The seminar titled “Role of Competitiveness for Jobs Project on Export Diversification in Bangladesh” was held as part of the 30th Dhaka International Trade Fair (DITF) and convened policymakers, exporters, development partners, and private-sector representatives to discuss how Bangladesh can broaden its export basket through productivity, market access, and investment-focused reforms.
Mr. Md. Abdur Rahim Khan, Additional Secretary (Export) and Project Director of the EC4J Project, delivered the welcome address and moderated the session. Mr. Bijon Islam, CEO of LightCastle Partners, presented the keynote paper.
Key message from the Commerce Adviser
In his speech, Sk Bashir Uddin emphasized that diversification is both a policy agenda and a capability agenda. He called for practical policy support alongside capable entrepreneurship and sustained capacity building so that firms can meet buyer requirements and compete consistently in export markets.
He also highlighted the government’s intent to reduce excessive reliance on RMG by promoting higher-potential export sectors, while keeping reforms anchored in evidence and informed consultation with businesses and stakeholders.
Why export diversification is imperative
Discussions at the seminar underscored that diversification has become urgent for three structural reasons:
Risk management: concentration in a narrow set of products and markets increases vulnerability to demand shocks, price shifts and compliance disruptions.
Competitiveness upgrading: entering and sustaining non-traditional exports requires higher productivity, stronger quality systems, standards compliance and reliable delivery performance.
Jobs and value addition: new sectors can deepen domestic supply chains, encourage technology adoption and generate more diversified employment opportunities.
EC4J’s role in strengthening export competitiveness
The Export Competitiveness for Jobs (EC4J) project is a joint initiative of the Government of Bangladesh and the World Bank, implemented between July 2017 and June 2025. The project aims to diversify export products, strengthen enterprise competitiveness and expand access to international markets.
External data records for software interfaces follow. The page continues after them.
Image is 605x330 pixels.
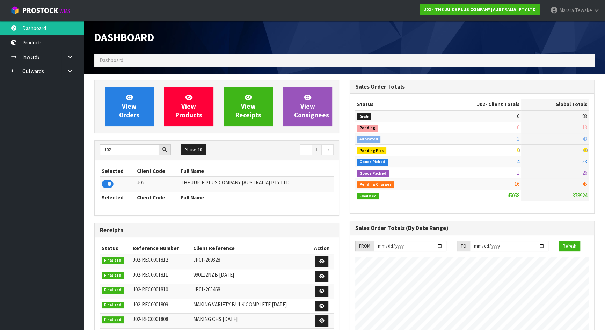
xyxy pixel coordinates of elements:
span: 1 [517,170,520,176]
th: Action [310,243,334,254]
button: Show: 10 [181,144,206,156]
span: Finalised [102,287,124,294]
th: Reference Number [131,243,192,254]
span: 40 [583,147,587,153]
span: 378924 [573,192,587,199]
span: 0 [517,124,520,131]
a: ViewProducts [164,87,213,127]
th: Full Name [179,192,334,203]
strong: J02 - THE JUICE PLUS COMPANY [AUSTRALIA] PTY LTD [424,7,536,13]
th: Status [100,243,131,254]
img: cube-alt.png [10,6,19,15]
span: 83 [583,113,587,120]
span: JP01-269328 [193,257,220,263]
span: 26 [583,170,587,176]
span: Pending Charges [357,181,394,188]
span: ProStock [22,6,58,15]
span: Goods Picked [357,159,388,166]
span: View Products [175,93,202,120]
span: Tewake [575,7,592,14]
input: Search clients [100,144,159,155]
h3: Receipts [100,227,334,234]
span: 53 [583,158,587,165]
span: Marara [560,7,574,14]
span: 45 [583,181,587,187]
a: ViewConsignees [283,87,332,127]
th: Global Totals [521,99,589,110]
span: JP01-265468 [193,286,220,293]
span: Pending [357,125,378,132]
span: J02-REC0001811 [133,272,168,278]
div: TO [457,241,470,252]
span: J02-REC0001810 [133,286,168,293]
td: THE JUICE PLUS COMPANY [AUSTRALIA] PTY LTD [179,177,334,192]
span: Finalised [102,272,124,279]
span: J02-REC0001812 [133,257,168,263]
a: ViewOrders [105,87,154,127]
span: Finalised [357,193,379,200]
span: 16 [515,181,520,187]
span: J02-REC0001808 [133,316,168,323]
span: 0 [517,147,520,153]
th: Status [355,99,433,110]
span: 43 [583,136,587,142]
span: Draft [357,114,371,121]
th: Selected [100,192,135,203]
th: - Client Totals [433,99,521,110]
span: MAKING CHS [DATE] [193,316,238,323]
span: View Consignees [294,93,329,120]
a: 1 [312,144,322,156]
span: 0 [517,113,520,120]
span: 4 [517,158,520,165]
span: 990112NZB [DATE] [193,272,234,278]
th: Selected [100,166,135,177]
span: Goods Packed [357,170,389,177]
th: Client Code [135,192,179,203]
th: Client Code [135,166,179,177]
span: MAKING VARIETY BULK COMPLETE [DATE] [193,301,287,308]
button: Refresh [559,241,581,252]
a: → [322,144,334,156]
th: Client Reference [192,243,310,254]
a: ← [300,144,312,156]
td: J02 [135,177,179,192]
span: 1 [517,136,520,142]
span: Dashboard [100,57,123,64]
span: 45058 [507,192,520,199]
div: FROM [355,241,374,252]
span: View Orders [119,93,139,120]
h3: Sales Order Totals [355,84,589,90]
span: Finalised [102,302,124,309]
th: Full Name [179,166,334,177]
small: WMS [59,8,70,14]
span: J02-REC0001809 [133,301,168,308]
span: Finalised [102,257,124,264]
span: J02 [477,101,485,108]
span: Finalised [102,317,124,324]
span: Dashboard [94,30,154,44]
nav: Page navigation [222,144,334,157]
h3: Sales Order Totals (By Date Range) [355,225,589,232]
span: 13 [583,124,587,131]
a: ViewReceipts [224,87,273,127]
span: View Receipts [236,93,261,120]
span: Allocated [357,136,381,143]
a: J02 - THE JUICE PLUS COMPANY [AUSTRALIA] PTY LTD [420,4,540,15]
span: Pending Pick [357,147,387,154]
At the seminar, the Commerce Adviser noted that reforms and investments are being undertaken through EC4J to support the government’s export target of USD 100 billion by 2030, emphasizing the need for pragmatic implementation and continuous upgrading of firm capability.
Priority sectors supported beyond RMG
EC4J has focused support on four priority sectors outside the RMG industry:
Leather and leather products
Footwear
Light engineering
Plastics
Support measures discussed include technology and standards-related infrastructure, matching grants and market linkage initiatives designed to improve firm readiness and buyer access across these sectors.
Stakeholder participation
The seminar brought together senior representatives and speakers from the Ministry of Commerce, Export Promotion Bureau (EPB), UNDP Bangladesh, Policy Exchange Bangladesh and the World Bank, reflecting a multi-stakeholder perspective on export reform and competitiveness.
Looking ahead
With EC4J’s first phase ending in June 2025, speakers said the next step is to build on what has already worked - scaling ERF-style matching grants (Tk 128 crore to 106 factories) to help more firms upgrade export capacity and compliance, expanding structured market-linkage support (trade fairs and MBX) to secure repeat orders, and strengthening digital B2B channels like exportbangladesh.org so buyer connections translate into sustained exports from non-traditional sectors.